While I am writing this letter, I have 8 or 10 magnifying glasses lying about, which have been mounted in silver by me; and although I never received any instruction in working in any metal with a hammer or a file, still I mount my glasses, and my tools have been fitted in such a way that master goldsmiths say that they cannot emulate me.

In a letter comparing his ability to see with the results claimed by (see chapter 6), Antoni van Leeuwenhoek wrote to the Royal Society about how well he made his simple microscopes. It is frequently said that he invented the , but this is not true. He improved the single-lens microscope enormously, but the manufacture and use of magnify- ing lenses began much earlier.

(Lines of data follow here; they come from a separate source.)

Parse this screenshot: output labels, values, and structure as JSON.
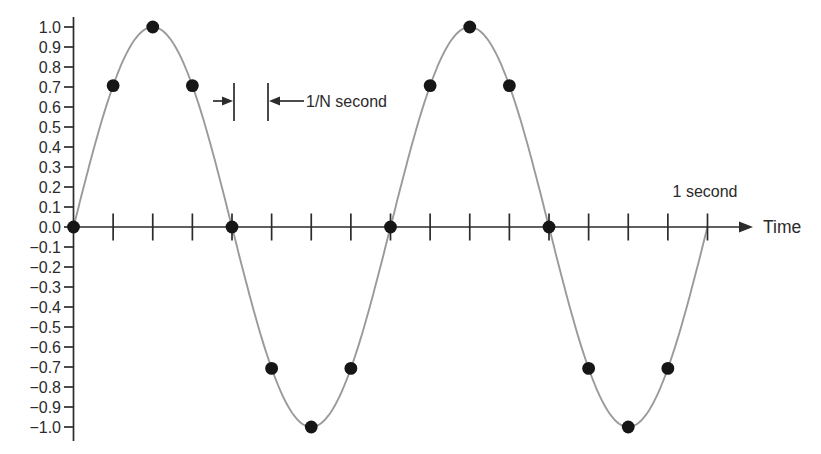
{
  "figure": {
    "background": "#ffffff",
    "labels": {
      "time_axis": "Time",
      "one_second": "1 second",
      "sample_interval": "1/N second"
    }
  },
  "chart_data": {
    "type": "line",
    "title": "",
    "xlabel": "Time",
    "ylabel": "",
    "x_domain_seconds": [
      0,
      1
    ],
    "ylim": [
      -1.0,
      1.0
    ],
    "y_tick_step": 0.1,
    "y_tick_labels": [
      "1.0",
      "0.9",
      "0.8",
      "0.7",
      "0.6",
      "0.5",
      "0.4",
      "0.3",
      "0.2",
      "0.1",
      "0.0",
      "−0.1",
      "−0.2",
      "−0.3",
      "−0.4",
      "−0.5",
      "−0.6",
      "−0.7",
      "−0.8",
      "−0.9",
      "−1.0"
    ],
    "x_ticks_count": 16,
    "grid": false,
    "legend": "none",
    "annotations": [
      "1/N second",
      "1 second"
    ],
    "colors": {
      "curve": "#9a9a9a",
      "ink": "#2b2b2b",
      "dot": "#161616"
    },
    "series": [
      {
        "name": "continuous-sine-signal",
        "kind": "sine",
        "cycles_per_second": 2,
        "amplitude": 1.0,
        "color": "#9a9a9a"
      },
      {
        "name": "samples",
        "kind": "scatter",
        "color": "#161616",
        "t": [
          0,
          0.0625,
          0.125,
          0.1875,
          0.25,
          0.3125,
          0.375,
          0.4375,
          0.5,
          0.5625,
          0.625,
          0.6875,
          0.75,
          0.8125,
          0.875,
          0.9375
        ],
        "values": [
          0,
          0.707,
          1,
          0.707,
          0,
          -0.707,
          -1,
          -0.707,
          0,
          0.707,
          1,
          0.707,
          0,
          -0.707,
          -1,
          -0.707
        ]
      }
    ]
  }
}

The First Microscopes: A Brief History

Magnifying lenses of one type or another have been in use for thousands of years. The oldest known lenses – made of polished crystals, usually quartz – date from 700 BC and were found in the Assyrian empire, and later in Egypt, Greece and Babylon. The Greek comic playwright Aristophanes (446–386 BC) wrote that burning glasses for the starting of fires were on sale in the shops of Athens. It is believed that the necessary magnification for the delicate work of cutting precious stones in antiquity was done using glass flasks filled with water. The Roman Stoic philosopher, Seneca (± 4 BC–65 AD), wrote that small letters, however small and unclear they may be, became large and clear when viewed through a glass bowl filled with water. Pliny the Elder (23–79 AD), the Roman amateur scientist, reported the use by physicians of burning glasses for cauterising wounds. He also wrote that the Emperor Nero (37–68 AD), who was very short-sighted, used to watch gladiator fights through a telescope with pol- ished emerald lenses. The Greek astronomer Ptolemy (87–150 AD) of Alexandria wrote a work on the properties of light, including a table of the refraction of rays of light when they penetrate glass at different angles. This text later became a source of inspiration for Ibn al-Haytham, also known as Alhazen (965–1049AD), who was

© Koninklijke Brill NV, Leiden, 2016 | doi 10.1163/9789004304307_005 Van Leeuwenhoek’s Microscopes 47

Figures 4.1, 4.2 The astronomer and mathematician Abu Ali al-Hasan ibn al-Haytham, Alhazen, Father of Optics. A crater on the was named after him in the 18th century.

experimenting with light, mirrors and lenses in Egypt. He is regarded as the father of optics. A scientific renaissance in Europe began at the end of the 16th century, and academies sprang up everywhere. These centres for the discussion of philoso- phy, mathematics, medicine and astronomy fostered an interest in studying stars and planets, and generated a need for improved optical instruments. At the same time, magnifying lenses were being used to magnify and study differ- ent materials. For example, in 1590 the English naturalist and physician Thomas Muffet (1553–1604) used magnifying glasses to study scabies (an infectious skin disease caused by the mite Sarcoptes scabei) and published his findings in his Insectorum sive Minimorum Animalium Theatrum.